The concept of reincarnation is spoken about multiple times over the course of the book and is one of the fundamental beliefs of Hinduism. With the soul being able to inhabit new bodies over the course of different lives, it is not out of place that two young girls are the reincarnation of mythical warrior brothers. This is highlighted by Boo explaining the sibling relationship between Aru and Mini is at the level of the soul, far beyond a blood bond. Boo also asserts that only a reincarnation of a Pandava could have lit the cursed lamp to begin with.
Aru’s reasons for lighting the lamp highlight another important theme explored in the book: The Multiplicity of Perspectives in Truth and Morality. Aru lights the lamp in order to impress her fellow students and to save face when they discover her lies. This begins the exploration of different facets of honesty and dishonesty throughout the book: What is the line between using one’s imagination and blatant dishonesty? What is the price of secret-keeping, and is there any justifiable reason for doing so? Both Krithika and Boo are characters that appear to keep secrets, some of which will be revealed along the way. Furthermore, with Dharma Raja, the god of justice and death serving as Mini’s father, the ideal of righteousness or truth is an important one in the story.

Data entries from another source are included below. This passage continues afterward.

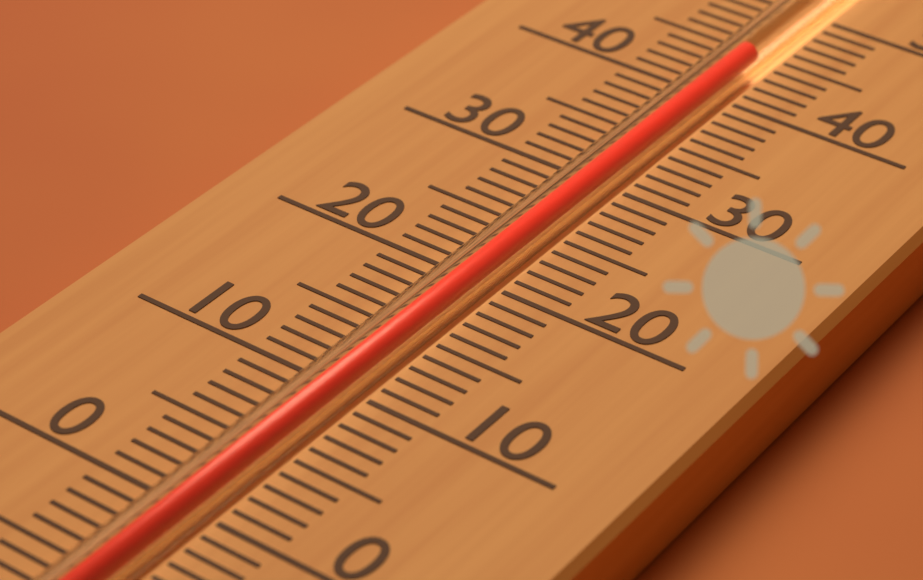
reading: 44 (no unit)
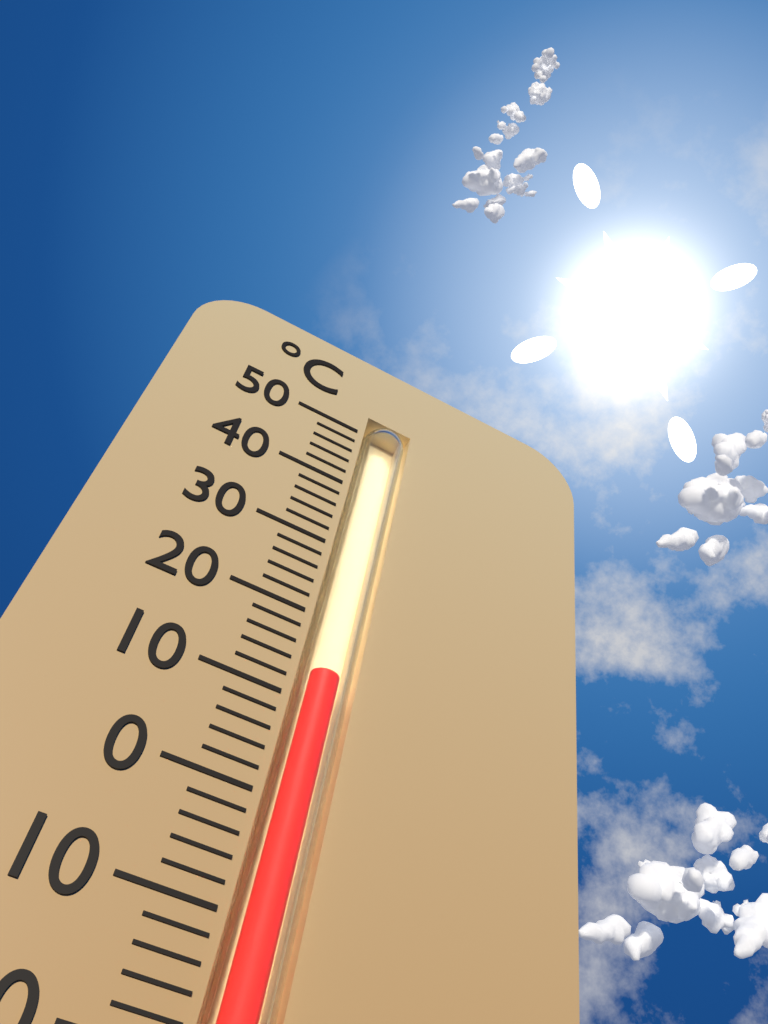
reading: 14 °C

Despite confronting these lofty ideals, Aru and Mini are, ultimately, 12-year-old girls who are also dealing with the problems of their age. Mocked by her classmates for her different socioeconomic background and culture, Aru desperately wants to fit in, and this is her major motivation to light the lamp, despite her mother’s warnings. She also does not come from the same kind of family set-up as her peers—she has never known her biological father, and her mother is often absent, traveling the world for work. This is yet another difference that irks Aru, and she is irritated by Mini’s pity over Krithika not having prepared Aru better for her destiny.
Important symbols and motifs that appear in these chapters include the golden orb given to Aru by Indra; the purple compact that Mini receives from Dharma Raja; and the cursed lamp or diya itself. The main cast of characters are all introduced in these initial chapters: Aru, Mini, and Boo; the Sleeper; and Aru’s mother, Krithika. There are multiple references made to different characters and anecdotes from the Mahabharata. The Mahabharata is one of the two great Indian epics, which follows the story of the Pandavas, five warrior brothers, and their rivalry with their 100 cousins, collectively known as the Kauravas. This ultimately culminates in a great war, symbolically seen as a war between good and evil, which takes place on the Kurukshetra battlefield, from which the Pandavas emerge victorious.

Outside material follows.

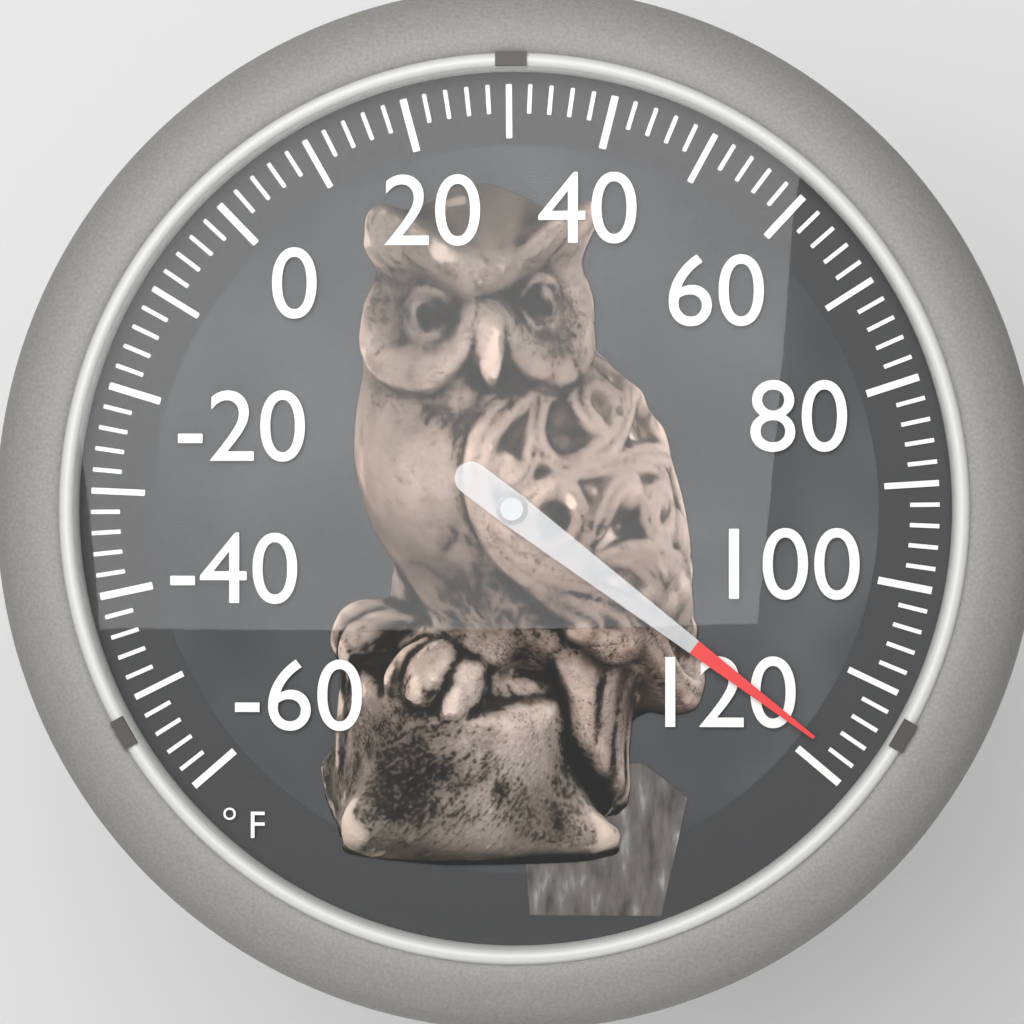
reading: 118 °F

The Pandavas are considered the sons of the King Pandu and his wives Kunti and Madri; in reality, they were fathered by five different Hindu deities, by use of a mantra gifted to Kunti (See: Background). They also had a secret older brother, Karna, born to Kunti before her marriage to Pandu by use of the same mantra. Panda’s brother, Dhritarashtra, was born blind; he later married Gandhari, who voluntarily blindfolded herself in empathy for her husband, and whose story Aru remembers. They birthed the Kauravas, the oldest of whom was known as “Suyodhana” or “Duryodhana,” a name to remember for later events in the story.